Let There Be Light

It’s not at all uncommon to come across homonyms in English: words that are spelled and pronounced identically, but have entirely different meanings. Today though, I thought for the first time about a rather curious example of this: light.

There are three main, easily-recognisable lights: the noun (let there be light), the verb (light a match), and the adjective (my bags are light). The link between the first two is pretty clear, but what about the adjective?

At first glance, it seems quite distinct from the other two, and you could reasonably assume that it had a different etymology from them, with the identical spelling and pronunciation being a coincidence. And yet…

Well, they’re not really that different, are they? Though it’s certainly hard to put your finger on why.

But imagine: there are two rooms, one in darkness, the other brightly-lit, with large windows letting in beautiful, natural sunlight. Which one feels lighter?

And think about how we talk about night falling, adding weight, but then the sun rising, bringing light and lifting that weight. Pick up any middling thriller from a bookshelf, and you’ll doubtless find a metaphor or two about oppressive darkness, perhaps even cloaking someone or something, if the writer is particularly creative.

For most of us then, there is a subtle link between the two lights. Why that is though, is a curious question.

An obvious answer, and possibly the correct one, is that there’s no inherent link between the two meanings. Rather, the fact that the three words happen to be identical makes us consequently associate them with each other.

But… what if it’s the other way round? What if we made the words identical because there was this intangible link between the concepts that we weren’t quite conscious of?

Because you see, the words come from different roots, and developed independently. So, this could be one of the many common cases in English in which different words arise from roots which are different, but look or sound similar, and end up evolving coincidentally into identical words because of the similarity between their roots.

Still, l-i-g-h-t – that’s a very specific spelling. What if these two meanings were happily evolving along separate lines, but we unconsciously felt a similarity between the two concepts, and ending up eventually spelling them the same way in response to this?

Who knows. But it’s certainly an interesting chicken-and-egg-style curiosity to ponder. And it makes me realise that, whatever the real reason behind these words being homonyms, words almost always evolve in a quite organic manner. Just like the chicken. Or the egg. Whichever came first.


● **WORK REQUEST**: Look through the data below and extract, unchanged, the lines from the one that contains "What do you see at coordinates (171, 105)" to the one that contains "What do you see at coordinates (282, 199)", both included.
━━━ EXERCISE DATA ━━━
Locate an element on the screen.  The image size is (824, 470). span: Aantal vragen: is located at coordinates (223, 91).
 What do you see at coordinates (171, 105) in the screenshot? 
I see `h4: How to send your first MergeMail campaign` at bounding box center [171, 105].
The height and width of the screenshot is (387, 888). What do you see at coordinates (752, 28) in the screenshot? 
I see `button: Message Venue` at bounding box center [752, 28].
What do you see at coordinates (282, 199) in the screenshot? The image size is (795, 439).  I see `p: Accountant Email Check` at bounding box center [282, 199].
━━━
━━━ EXERCISE DATA ━━━
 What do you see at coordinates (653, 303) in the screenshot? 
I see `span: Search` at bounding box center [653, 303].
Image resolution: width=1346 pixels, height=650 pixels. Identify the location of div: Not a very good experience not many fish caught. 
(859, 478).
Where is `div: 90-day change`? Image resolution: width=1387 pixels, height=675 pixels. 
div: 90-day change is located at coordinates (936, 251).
━━━
━━━ EXERCISE DATA ━━━
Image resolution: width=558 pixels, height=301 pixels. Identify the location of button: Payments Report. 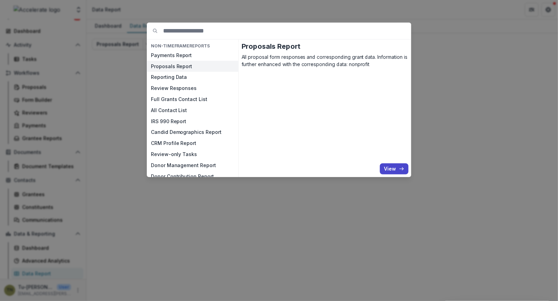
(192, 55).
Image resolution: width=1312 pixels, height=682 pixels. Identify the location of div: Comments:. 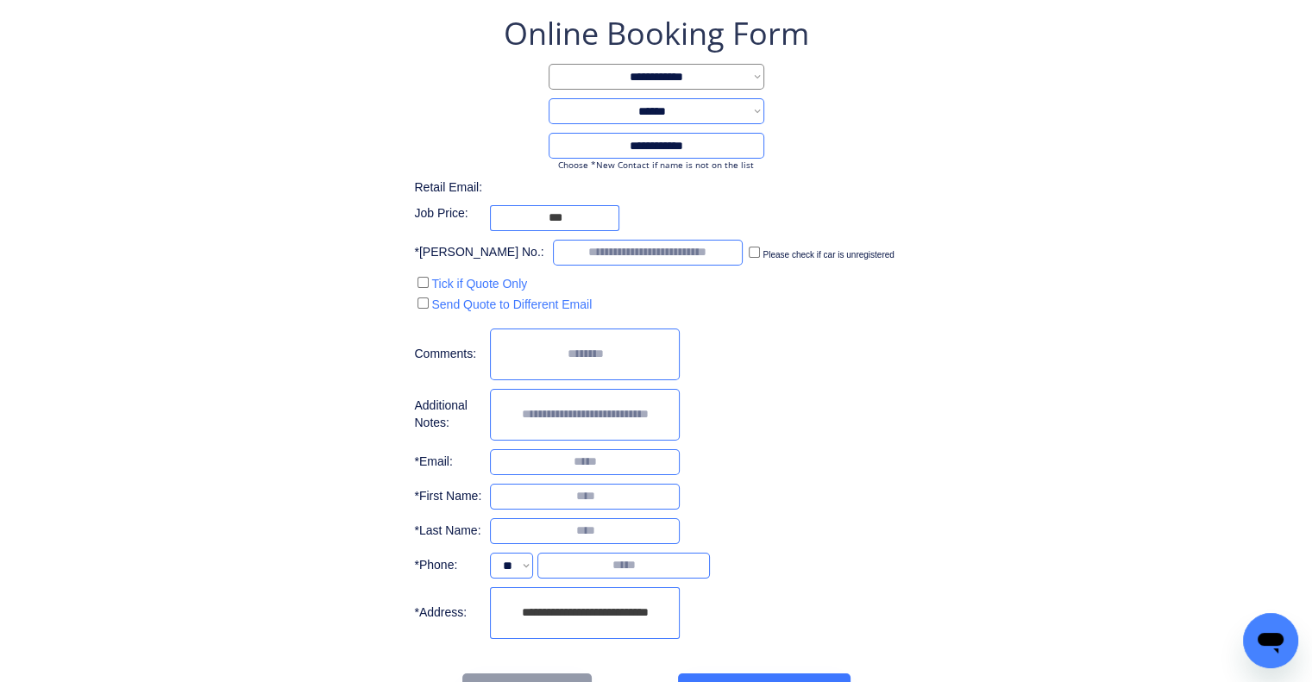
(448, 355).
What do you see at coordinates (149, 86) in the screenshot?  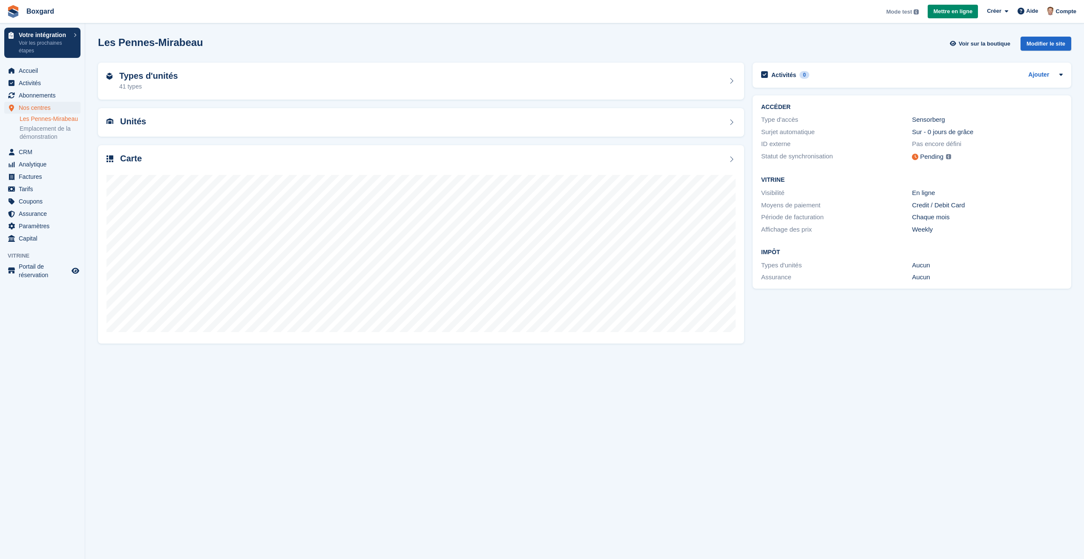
━━━
● **RESULT BELOW**:
 What do you see at coordinates (171, 105) in the screenshot? 
I see `h4: How to send your first MergeMail campaign` at bounding box center [171, 105].
The height and width of the screenshot is (387, 888). What do you see at coordinates (752, 28) in the screenshot? 
I see `button: Message Venue` at bounding box center [752, 28].
What do you see at coordinates (282, 199) in the screenshot? The image size is (795, 439).  I see `p: Accountant Email Check` at bounding box center [282, 199].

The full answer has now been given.